Question:
What country will first put a man on Mars and when will they do it?
anonymous
2014-01-27 19:13:34 UTC
Look into your crystal ball. Do you think a Chinese person will first set foot on Mars? An American? A European? And when do you think *whatever* country will do this feat?
Eight answers:
?
2014-01-27 20:04:06 UTC
It will be an international effort, not unlike the ISS, but as others have said probably involving at least China and India in addition.



Timing? Purely my guess, but I am not totally optimistic, I kind of expect it won't be until 2035-2040.
?
2014-01-28 03:22:54 UTC
I would think that it would be a joint US/European project. It's probably too big and expensive a job for any one country to accomplish in a reasonable time frame. The Chinese have just put a robot on the moon, the US put humans on the moon more than 40 years ago. The Russians' probes to Mars have a bad habit of failing.
DrDave
2014-01-28 04:00:25 UTC
Hard to say but all the hype about Mars One and other such projects are a crock. There is no point sending a human to Mars until we've sent enough probes to find one helluva lot more about it. I'm sure there won't be a manned mission to Mars in the next 100 years and doubtfully 200 years or more.
Donut Tim
2014-01-28 03:29:13 UTC
A manned trip to Mars is presently impossible no matter how much money is thrown at the project. The technology does not yet exist.

If it occurs, it won't be during this century or the next.



We can successfully send UNMANNED small probes to Mars because:

~Light weight probes can be accelerated with limited fuel.

~The travel time does not matter. Long duration slingshot maneuvers may be used. These reduce fuel consumption but extend the one way nine month trip to several years.

~Shielding from deadly cosmic rays is of limited concern.

~There would be no humans aboard that need constant food, water, pressure, oxygen, heat, medical care, recreation, exercise, cleaning etc. – and equipment for each.

~No fuel would be needed to lift off from Mars when the mission is completed.

~No fuel would be needed for a return trip; they do not return.

~If any of the thousands of vital ship systems fail, no life would be lost. The risk can therefore be acceptable.

. .
quantumclaustrophobe
2014-01-28 03:42:20 UTC
I don't think a single country could afford it; I'd lay a bet on a joint effort - which it should be. Right now, if a single nation *could* afford it, I'd bet on China...

And, it's going to take about 15 to 20 years of building and testing before there's boot prints on Mars; I'd say 5 to 10 years before we start...
anonymous
2014-01-28 03:16:31 UTC
Probably the United States, and only when political pressure forces them to do it. We only went to space at all because of the Cold War.
?
2014-01-28 03:38:28 UTC
Andorra will do it on August 4, 2034. There, are you happy with this groundbreaking information?
SSP Bowl Dude
2014-01-28 03:17:25 UTC
It will be a joint venture. USA, EU, Russia, China and India will be involved.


_TASK OBJECTIVE_
The finished copy should hold every entry exactly as given, and no pictures.
##### RAW DATA #####
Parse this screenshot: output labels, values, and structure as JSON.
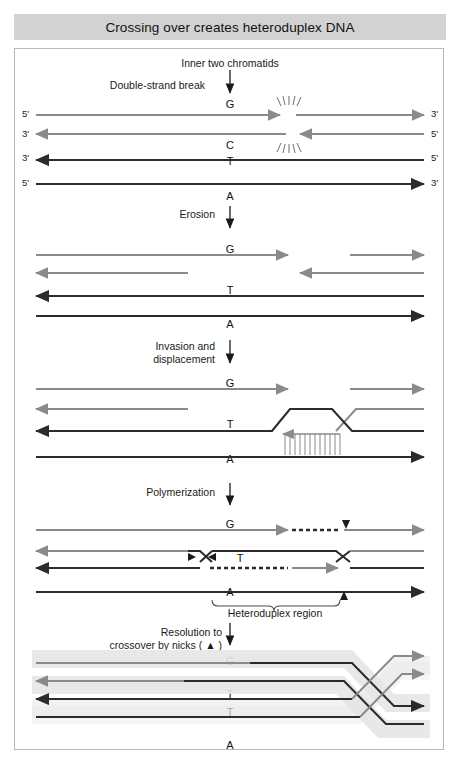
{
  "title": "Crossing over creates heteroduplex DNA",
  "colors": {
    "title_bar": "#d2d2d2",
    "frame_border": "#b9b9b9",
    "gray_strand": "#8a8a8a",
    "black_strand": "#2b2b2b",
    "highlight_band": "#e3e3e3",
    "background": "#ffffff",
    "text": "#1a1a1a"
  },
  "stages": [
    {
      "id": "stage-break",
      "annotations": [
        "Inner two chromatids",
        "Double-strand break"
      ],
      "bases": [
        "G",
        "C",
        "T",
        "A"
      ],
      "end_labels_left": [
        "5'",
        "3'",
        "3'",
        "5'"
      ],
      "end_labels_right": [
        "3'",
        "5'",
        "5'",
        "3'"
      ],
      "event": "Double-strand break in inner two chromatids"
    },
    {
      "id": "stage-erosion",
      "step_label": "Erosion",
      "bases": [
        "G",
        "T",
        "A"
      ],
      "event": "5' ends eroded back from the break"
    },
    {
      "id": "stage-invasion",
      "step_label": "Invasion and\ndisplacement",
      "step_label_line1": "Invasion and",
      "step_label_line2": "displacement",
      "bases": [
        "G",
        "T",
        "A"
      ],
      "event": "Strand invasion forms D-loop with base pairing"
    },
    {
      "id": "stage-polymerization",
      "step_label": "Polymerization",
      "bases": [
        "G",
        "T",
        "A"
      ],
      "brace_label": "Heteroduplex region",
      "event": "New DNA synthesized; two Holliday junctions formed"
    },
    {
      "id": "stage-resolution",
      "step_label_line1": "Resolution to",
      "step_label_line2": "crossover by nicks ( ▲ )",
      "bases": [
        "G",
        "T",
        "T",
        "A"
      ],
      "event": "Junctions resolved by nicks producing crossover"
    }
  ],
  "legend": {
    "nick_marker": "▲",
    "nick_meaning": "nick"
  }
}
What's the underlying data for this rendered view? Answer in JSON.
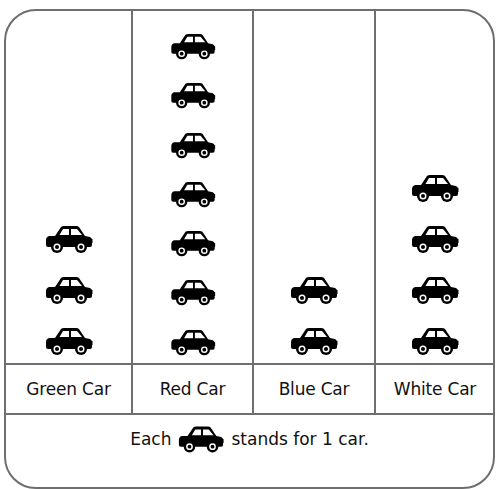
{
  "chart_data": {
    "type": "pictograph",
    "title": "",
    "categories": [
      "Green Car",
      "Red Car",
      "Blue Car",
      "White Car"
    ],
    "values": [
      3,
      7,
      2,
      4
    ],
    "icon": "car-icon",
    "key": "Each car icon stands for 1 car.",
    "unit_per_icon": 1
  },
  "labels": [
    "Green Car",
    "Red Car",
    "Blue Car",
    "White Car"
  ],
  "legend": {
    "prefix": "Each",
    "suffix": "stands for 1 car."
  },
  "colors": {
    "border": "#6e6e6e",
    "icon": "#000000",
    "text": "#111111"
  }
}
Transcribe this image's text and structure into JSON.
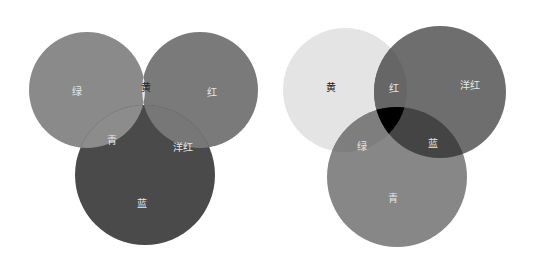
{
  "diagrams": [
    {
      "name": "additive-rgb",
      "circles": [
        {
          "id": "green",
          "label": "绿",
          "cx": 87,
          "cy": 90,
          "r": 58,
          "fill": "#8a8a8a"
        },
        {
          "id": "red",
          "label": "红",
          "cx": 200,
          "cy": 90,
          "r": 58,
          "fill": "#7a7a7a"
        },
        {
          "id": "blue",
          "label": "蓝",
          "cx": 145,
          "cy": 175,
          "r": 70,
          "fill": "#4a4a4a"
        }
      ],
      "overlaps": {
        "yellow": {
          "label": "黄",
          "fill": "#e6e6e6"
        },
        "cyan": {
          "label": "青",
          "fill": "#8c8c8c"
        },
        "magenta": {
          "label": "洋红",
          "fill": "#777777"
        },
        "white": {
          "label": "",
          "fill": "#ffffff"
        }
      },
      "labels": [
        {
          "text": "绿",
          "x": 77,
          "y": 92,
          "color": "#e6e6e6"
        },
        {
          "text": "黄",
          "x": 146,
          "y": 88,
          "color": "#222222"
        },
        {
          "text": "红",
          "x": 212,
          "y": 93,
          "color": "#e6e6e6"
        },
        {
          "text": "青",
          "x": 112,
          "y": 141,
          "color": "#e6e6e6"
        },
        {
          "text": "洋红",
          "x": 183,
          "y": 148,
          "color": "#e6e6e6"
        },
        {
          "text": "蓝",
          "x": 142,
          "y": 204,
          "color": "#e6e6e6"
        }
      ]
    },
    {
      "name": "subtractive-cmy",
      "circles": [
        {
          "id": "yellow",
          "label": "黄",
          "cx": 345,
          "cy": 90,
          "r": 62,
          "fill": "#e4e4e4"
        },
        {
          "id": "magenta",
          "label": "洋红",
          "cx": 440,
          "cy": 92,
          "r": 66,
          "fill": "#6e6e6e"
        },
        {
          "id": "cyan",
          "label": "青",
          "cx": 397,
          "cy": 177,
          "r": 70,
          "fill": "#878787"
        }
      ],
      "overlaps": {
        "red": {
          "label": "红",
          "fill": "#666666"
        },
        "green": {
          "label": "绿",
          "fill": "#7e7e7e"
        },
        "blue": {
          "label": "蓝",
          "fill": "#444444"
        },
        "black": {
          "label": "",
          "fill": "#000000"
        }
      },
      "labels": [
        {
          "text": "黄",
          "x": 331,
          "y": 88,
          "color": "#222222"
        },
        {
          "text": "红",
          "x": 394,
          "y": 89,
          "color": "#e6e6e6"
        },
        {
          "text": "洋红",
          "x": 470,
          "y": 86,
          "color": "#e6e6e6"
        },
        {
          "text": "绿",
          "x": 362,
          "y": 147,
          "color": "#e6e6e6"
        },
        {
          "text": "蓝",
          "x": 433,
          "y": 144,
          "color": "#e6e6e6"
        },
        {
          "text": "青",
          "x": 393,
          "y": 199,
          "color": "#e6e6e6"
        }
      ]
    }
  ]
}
#####
_RESPONSE TO THE EXERCISE_
Parse this screenshot: output labels, values, and structure as JSON.
{
  "title": "Crossing over creates heteroduplex DNA",
  "colors": {
    "title_bar": "#d2d2d2",
    "frame_border": "#b9b9b9",
    "gray_strand": "#8a8a8a",
    "black_strand": "#2b2b2b",
    "highlight_band": "#e3e3e3",
    "background": "#ffffff",
    "text": "#1a1a1a"
  },
  "stages": [
    {
      "id": "stage-break",
      "annotations": [
        "Inner two chromatids",
        "Double-strand break"
      ],
      "bases": [
        "G",
        "C",
        "T",
        "A"
      ],
      "end_labels_left": [
        "5'",
        "3'",
        "3'",
        "5'"
      ],
      "end_labels_right": [
        "3'",
        "5'",
        "5'",
        "3'"
      ],
      "event": "Double-strand break in inner two chromatids"
    },
    {
      "id": "stage-erosion",
      "step_label": "Erosion",
      "bases": [
        "G",
        "T",
        "A"
      ],
      "event": "5' ends eroded back from the break"
    },
    {
      "id": "stage-invasion",
      "step_label": "Invasion and\ndisplacement",
      "step_label_line1": "Invasion and",
      "step_label_line2": "displacement",
      "bases": [
        "G",
        "T",
        "A"
      ],
      "event": "Strand invasion forms D-loop with base pairing"
    },
    {
      "id": "stage-polymerization",
      "step_label": "Polymerization",
      "bases": [
        "G",
        "T",
        "A"
      ],
      "brace_label": "Heteroduplex region",
      "event": "New DNA synthesized; two Holliday junctions formed"
    },
    {
      "id": "stage-resolution",
      "step_label_line1": "Resolution to",
      "step_label_line2": "crossover by nicks ( ▲ )",
      "bases": [
        "G",
        "T",
        "T",
        "A"
      ],
      "event": "Junctions resolved by nicks producing crossover"
    }
  ],
  "legend": {
    "nick_marker": "▲",
    "nick_meaning": "nick"
  }
}
What's the underlying data for this rendered view? Answer in JSON.
{
  "chart_data": {
    "type": "pictograph",
    "title": "",
    "categories": [
      "Green Car",
      "Red Car",
      "Blue Car",
      "White Car"
    ],
    "values": [
      3,
      7,
      2,
      4
    ],
    "icon": "car-icon",
    "key": "Each car icon stands for 1 car.",
    "unit_per_icon": 1
  },
  "labels": [
    "Green Car",
    "Red Car",
    "Blue Car",
    "White Car"
  ],
  "legend": {
    "prefix": "Each",
    "suffix": "stands for 1 car."
  },
  "colors": {
    "border": "#6e6e6e",
    "icon": "#000000",
    "text": "#111111"
  }
}
Transcribe this image's text and structure into JSON.
{
  "diagrams": [
    {
      "name": "additive-rgb",
      "circles": [
        {
          "id": "green",
          "label": "绿",
          "cx": 87,
          "cy": 90,
          "r": 58,
          "fill": "#8a8a8a"
        },
        {
          "id": "red",
          "label": "红",
          "cx": 200,
          "cy": 90,
          "r": 58,
          "fill": "#7a7a7a"
        },
        {
          "id": "blue",
          "label": "蓝",
          "cx": 145,
          "cy": 175,
          "r": 70,
          "fill": "#4a4a4a"
        }
      ],
      "overlaps": {
        "yellow": {
          "label": "黄",
          "fill": "#e6e6e6"
        },
        "cyan": {
          "label": "青",
          "fill": "#8c8c8c"
        },
        "magenta": {
          "label": "洋红",
          "fill": "#777777"
        },
        "white": {
          "label": "",
          "fill": "#ffffff"
        }
      },
      "labels": [
        {
          "text": "绿",
          "x": 77,
          "y": 92,
          "color": "#e6e6e6"
        },
        {
          "text": "黄",
          "x": 146,
          "y": 88,
          "color": "#222222"
        },
        {
          "text": "红",
          "x": 212,
          "y": 93,
          "color": "#e6e6e6"
        },
        {
          "text": "青",
          "x": 112,
          "y": 141,
          "color": "#e6e6e6"
        },
        {
          "text": "洋红",
          "x": 183,
          "y": 148,
          "color": "#e6e6e6"
        },
        {
          "text": "蓝",
          "x": 142,
          "y": 204,
          "color": "#e6e6e6"
        }
      ]
    },
    {
      "name": "subtractive-cmy",
      "circles": [
        {
          "id": "yellow",
          "label": "黄",
          "cx": 345,
          "cy": 90,
          "r": 62,
          "fill": "#e4e4e4"
        },
        {
          "id": "magenta",
          "label": "洋红",
          "cx": 440,
          "cy": 92,
          "r": 66,
          "fill": "#6e6e6e"
        },
        {
          "id": "cyan",
          "label": "青",
          "cx": 397,
          "cy": 177,
          "r": 70,
          "fill": "#878787"
        }
      ],
      "overlaps": {
        "red": {
          "label": "红",
          "fill": "#666666"
        },
        "green": {
          "label": "绿",
          "fill": "#7e7e7e"
        },
        "blue": {
          "label": "蓝",
          "fill": "#444444"
        },
        "black": {
          "label": "",
          "fill": "#000000"
        }
      },
      "labels": [
        {
          "text": "黄",
          "x": 331,
          "y": 88,
          "color": "#222222"
        },
        {
          "text": "红",
          "x": 394,
          "y": 89,
          "color": "#e6e6e6"
        },
        {
          "text": "洋红",
          "x": 470,
          "y": 86,
          "color": "#e6e6e6"
        },
        {
          "text": "绿",
          "x": 362,
          "y": 147,
          "color": "#e6e6e6"
        },
        {
          "text": "蓝",
          "x": 433,
          "y": 144,
          "color": "#e6e6e6"
        },
        {
          "text": "青",
          "x": 393,
          "y": 199,
          "color": "#e6e6e6"
        }
      ]
    }
  ]
}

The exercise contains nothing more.